RICHMOND, Va. (AP) - A panel on the Richmond City Council has recommended the city gets more input from residents before voting to rename a highway that honors Confederate President Jefferson Davis.
Members of the city council’s Land Use, Housing and Transportation Standing Committee recommended Tuesday to delay the vote on the Jefferson Davis Highway until September, news outlets reported. It had originally been scheduled for next week.
“I know that will delay this process some, but I do agree that giving the public an opportunity to weigh in on this is important,” the Richmond Times-Dispatch quotes Richmond Councilwoman Ellen Robertson, who chairs the panel, as saying.
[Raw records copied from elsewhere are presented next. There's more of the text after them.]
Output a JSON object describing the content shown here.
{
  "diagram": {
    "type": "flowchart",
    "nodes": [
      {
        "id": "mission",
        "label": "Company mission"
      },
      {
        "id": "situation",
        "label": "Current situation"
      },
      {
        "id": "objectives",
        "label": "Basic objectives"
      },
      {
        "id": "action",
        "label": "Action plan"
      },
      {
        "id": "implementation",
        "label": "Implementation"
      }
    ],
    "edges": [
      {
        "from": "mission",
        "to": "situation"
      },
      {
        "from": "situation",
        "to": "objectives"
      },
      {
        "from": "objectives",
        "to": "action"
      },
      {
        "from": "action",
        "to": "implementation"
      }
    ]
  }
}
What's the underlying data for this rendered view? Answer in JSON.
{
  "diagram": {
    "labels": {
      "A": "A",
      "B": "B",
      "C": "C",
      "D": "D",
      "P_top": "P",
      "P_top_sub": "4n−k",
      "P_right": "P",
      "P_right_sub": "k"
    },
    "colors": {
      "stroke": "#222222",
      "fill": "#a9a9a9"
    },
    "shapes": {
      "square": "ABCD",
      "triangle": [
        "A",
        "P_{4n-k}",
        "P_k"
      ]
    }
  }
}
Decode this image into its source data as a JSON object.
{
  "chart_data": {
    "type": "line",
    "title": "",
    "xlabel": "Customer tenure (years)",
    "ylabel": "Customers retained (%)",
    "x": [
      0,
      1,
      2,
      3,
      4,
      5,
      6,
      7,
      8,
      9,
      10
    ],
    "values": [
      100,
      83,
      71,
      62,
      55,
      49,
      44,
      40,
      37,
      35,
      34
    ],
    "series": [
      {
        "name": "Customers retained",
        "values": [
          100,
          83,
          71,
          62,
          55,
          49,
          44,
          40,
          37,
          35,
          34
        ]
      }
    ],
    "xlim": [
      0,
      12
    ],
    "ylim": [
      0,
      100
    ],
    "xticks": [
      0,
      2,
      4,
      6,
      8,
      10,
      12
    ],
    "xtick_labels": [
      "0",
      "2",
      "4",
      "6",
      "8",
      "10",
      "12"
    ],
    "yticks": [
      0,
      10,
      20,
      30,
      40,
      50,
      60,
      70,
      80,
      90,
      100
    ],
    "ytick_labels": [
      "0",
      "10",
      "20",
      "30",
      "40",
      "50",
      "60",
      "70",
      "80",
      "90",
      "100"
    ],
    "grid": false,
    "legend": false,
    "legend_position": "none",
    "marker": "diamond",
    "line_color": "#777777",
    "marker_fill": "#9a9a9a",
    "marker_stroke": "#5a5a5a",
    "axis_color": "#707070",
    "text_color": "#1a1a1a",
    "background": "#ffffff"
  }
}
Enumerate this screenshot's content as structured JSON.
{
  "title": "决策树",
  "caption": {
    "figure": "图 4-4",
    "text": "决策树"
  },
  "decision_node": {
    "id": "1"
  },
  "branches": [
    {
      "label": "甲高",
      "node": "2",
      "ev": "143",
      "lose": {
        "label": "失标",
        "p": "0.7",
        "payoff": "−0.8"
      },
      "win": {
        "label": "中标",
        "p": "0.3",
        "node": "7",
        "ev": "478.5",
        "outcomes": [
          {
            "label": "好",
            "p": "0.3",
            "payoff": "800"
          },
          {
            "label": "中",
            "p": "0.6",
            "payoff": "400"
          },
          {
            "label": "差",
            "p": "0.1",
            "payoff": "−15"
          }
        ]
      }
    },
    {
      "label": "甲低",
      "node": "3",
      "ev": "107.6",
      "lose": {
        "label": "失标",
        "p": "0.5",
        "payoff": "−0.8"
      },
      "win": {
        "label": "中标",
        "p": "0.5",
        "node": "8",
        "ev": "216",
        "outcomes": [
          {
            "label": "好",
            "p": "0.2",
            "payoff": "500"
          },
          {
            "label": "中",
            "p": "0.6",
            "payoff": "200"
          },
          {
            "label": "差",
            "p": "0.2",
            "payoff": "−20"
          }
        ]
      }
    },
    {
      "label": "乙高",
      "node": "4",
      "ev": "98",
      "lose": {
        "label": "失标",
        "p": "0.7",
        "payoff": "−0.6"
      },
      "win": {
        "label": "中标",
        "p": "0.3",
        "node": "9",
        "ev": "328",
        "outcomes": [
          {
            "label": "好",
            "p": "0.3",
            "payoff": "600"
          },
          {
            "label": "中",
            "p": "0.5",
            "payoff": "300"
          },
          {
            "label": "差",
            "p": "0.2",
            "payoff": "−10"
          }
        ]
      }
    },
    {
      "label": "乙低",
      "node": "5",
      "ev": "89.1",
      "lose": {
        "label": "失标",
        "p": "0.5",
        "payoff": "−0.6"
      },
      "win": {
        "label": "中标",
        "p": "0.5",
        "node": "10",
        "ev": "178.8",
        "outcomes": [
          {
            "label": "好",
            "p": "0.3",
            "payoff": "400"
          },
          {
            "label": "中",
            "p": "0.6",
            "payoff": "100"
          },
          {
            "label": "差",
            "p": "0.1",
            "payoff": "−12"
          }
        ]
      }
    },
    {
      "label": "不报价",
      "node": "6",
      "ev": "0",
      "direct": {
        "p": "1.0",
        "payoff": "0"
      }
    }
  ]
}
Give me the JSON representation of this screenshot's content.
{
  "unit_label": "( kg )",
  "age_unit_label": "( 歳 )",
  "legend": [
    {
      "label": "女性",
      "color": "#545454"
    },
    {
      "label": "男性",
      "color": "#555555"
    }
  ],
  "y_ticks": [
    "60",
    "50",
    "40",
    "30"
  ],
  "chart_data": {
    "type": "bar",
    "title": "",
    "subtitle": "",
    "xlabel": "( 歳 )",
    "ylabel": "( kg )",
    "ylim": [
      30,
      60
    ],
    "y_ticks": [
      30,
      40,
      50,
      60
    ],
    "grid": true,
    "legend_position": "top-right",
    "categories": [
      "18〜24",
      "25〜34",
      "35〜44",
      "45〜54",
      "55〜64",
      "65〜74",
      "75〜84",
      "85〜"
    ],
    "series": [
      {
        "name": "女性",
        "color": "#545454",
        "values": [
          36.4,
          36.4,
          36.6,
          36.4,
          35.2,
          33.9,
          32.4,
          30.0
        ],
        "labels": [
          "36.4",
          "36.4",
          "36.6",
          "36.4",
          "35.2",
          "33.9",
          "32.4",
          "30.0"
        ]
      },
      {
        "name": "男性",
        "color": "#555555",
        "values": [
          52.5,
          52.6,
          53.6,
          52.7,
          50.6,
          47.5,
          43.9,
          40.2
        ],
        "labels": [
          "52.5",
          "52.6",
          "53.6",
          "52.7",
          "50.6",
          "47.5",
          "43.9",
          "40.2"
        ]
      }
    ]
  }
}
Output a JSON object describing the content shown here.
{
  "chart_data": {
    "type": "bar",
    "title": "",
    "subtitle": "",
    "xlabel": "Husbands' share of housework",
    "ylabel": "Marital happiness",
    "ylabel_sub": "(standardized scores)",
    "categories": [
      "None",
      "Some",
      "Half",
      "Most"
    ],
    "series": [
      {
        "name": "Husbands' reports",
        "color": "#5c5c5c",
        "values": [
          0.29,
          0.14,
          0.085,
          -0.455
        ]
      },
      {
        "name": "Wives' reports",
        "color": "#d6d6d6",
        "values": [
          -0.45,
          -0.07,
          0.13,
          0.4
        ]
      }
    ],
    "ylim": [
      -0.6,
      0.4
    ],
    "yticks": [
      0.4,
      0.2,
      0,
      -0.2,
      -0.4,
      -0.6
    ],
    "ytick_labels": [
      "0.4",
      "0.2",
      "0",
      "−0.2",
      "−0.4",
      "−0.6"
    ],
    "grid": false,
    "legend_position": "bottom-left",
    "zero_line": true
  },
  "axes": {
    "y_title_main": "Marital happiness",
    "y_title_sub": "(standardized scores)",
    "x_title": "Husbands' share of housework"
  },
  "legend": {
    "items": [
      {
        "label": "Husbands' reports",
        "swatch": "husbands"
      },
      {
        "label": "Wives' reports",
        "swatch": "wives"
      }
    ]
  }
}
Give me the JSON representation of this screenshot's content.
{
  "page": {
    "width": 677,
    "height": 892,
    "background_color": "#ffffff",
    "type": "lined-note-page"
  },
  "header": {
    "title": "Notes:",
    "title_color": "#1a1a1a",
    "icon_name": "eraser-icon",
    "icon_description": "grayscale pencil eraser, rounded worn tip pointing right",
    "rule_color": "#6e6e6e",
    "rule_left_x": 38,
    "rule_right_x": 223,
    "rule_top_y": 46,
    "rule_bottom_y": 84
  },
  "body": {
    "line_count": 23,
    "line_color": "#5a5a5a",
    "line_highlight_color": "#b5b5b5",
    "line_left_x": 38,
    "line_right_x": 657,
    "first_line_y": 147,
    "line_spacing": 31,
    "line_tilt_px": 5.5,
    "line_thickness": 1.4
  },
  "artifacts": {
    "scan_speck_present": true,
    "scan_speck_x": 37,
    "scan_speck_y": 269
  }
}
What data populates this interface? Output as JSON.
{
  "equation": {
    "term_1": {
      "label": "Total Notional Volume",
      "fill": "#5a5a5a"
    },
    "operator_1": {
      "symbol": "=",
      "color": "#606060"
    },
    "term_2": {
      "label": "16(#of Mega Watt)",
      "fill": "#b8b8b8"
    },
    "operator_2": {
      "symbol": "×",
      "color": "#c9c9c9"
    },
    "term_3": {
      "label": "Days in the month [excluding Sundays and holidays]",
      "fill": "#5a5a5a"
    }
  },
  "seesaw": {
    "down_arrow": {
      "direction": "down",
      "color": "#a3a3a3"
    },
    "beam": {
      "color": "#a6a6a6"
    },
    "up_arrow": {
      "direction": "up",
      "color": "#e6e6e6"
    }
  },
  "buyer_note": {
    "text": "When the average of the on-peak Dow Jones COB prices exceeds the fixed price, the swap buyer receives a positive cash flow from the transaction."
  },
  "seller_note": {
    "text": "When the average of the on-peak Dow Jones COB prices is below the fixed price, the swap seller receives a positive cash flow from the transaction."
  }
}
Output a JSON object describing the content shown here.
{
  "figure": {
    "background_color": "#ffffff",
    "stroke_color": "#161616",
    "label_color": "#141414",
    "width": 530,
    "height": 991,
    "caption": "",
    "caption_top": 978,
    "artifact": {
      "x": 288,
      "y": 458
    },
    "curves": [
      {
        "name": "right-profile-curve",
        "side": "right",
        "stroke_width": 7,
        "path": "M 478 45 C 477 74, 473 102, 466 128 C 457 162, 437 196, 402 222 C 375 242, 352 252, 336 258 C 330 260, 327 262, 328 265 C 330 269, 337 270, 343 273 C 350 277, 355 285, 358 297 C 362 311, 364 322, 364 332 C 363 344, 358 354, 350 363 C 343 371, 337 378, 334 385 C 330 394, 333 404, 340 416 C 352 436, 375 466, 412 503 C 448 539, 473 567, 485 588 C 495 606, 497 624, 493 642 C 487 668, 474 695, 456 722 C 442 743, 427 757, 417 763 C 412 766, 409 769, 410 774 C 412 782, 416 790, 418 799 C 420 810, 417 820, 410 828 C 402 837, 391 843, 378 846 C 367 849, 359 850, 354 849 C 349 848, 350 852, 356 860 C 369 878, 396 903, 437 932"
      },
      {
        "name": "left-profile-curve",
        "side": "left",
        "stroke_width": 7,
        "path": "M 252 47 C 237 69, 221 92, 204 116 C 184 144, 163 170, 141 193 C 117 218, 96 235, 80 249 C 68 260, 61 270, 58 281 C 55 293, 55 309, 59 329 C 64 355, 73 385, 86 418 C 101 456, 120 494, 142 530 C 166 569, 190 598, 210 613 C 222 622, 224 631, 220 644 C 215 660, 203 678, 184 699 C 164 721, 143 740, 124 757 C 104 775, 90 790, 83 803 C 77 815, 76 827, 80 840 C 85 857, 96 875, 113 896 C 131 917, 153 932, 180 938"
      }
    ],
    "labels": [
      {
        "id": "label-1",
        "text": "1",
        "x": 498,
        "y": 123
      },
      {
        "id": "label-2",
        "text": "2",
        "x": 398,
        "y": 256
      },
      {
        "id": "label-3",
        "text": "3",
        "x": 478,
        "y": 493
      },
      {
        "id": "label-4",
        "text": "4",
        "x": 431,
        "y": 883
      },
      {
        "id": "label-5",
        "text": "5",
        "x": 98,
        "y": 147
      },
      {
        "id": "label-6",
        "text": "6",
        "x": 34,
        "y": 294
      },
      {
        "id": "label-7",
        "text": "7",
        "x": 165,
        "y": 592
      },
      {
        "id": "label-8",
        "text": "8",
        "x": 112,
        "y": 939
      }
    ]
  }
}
The delay comes amid a push by the Richmond branch of the NAACP and the Neighborhood Civic Association to get the name changed. The association had sent a letter to City Councilwoman Reva Trammell last month urging that the road be renamed to something that’s “more suitable to the culture we currently live in.”
The road is called “Richmond Highway” in Fairfax and Arlington counties and in the city of Alexandria. Trammell proposed that name for the road, which is also called U.S. Route 1, last month.
The United Daughters of the Confederacy conceived the name for the Davis highway in 1913, according to the U.S. Department of Transportation. A statue of the Confederate leader has been toppled in Richmond during the recent protests against racism and police brutality.
Please read our comment policy before commenting.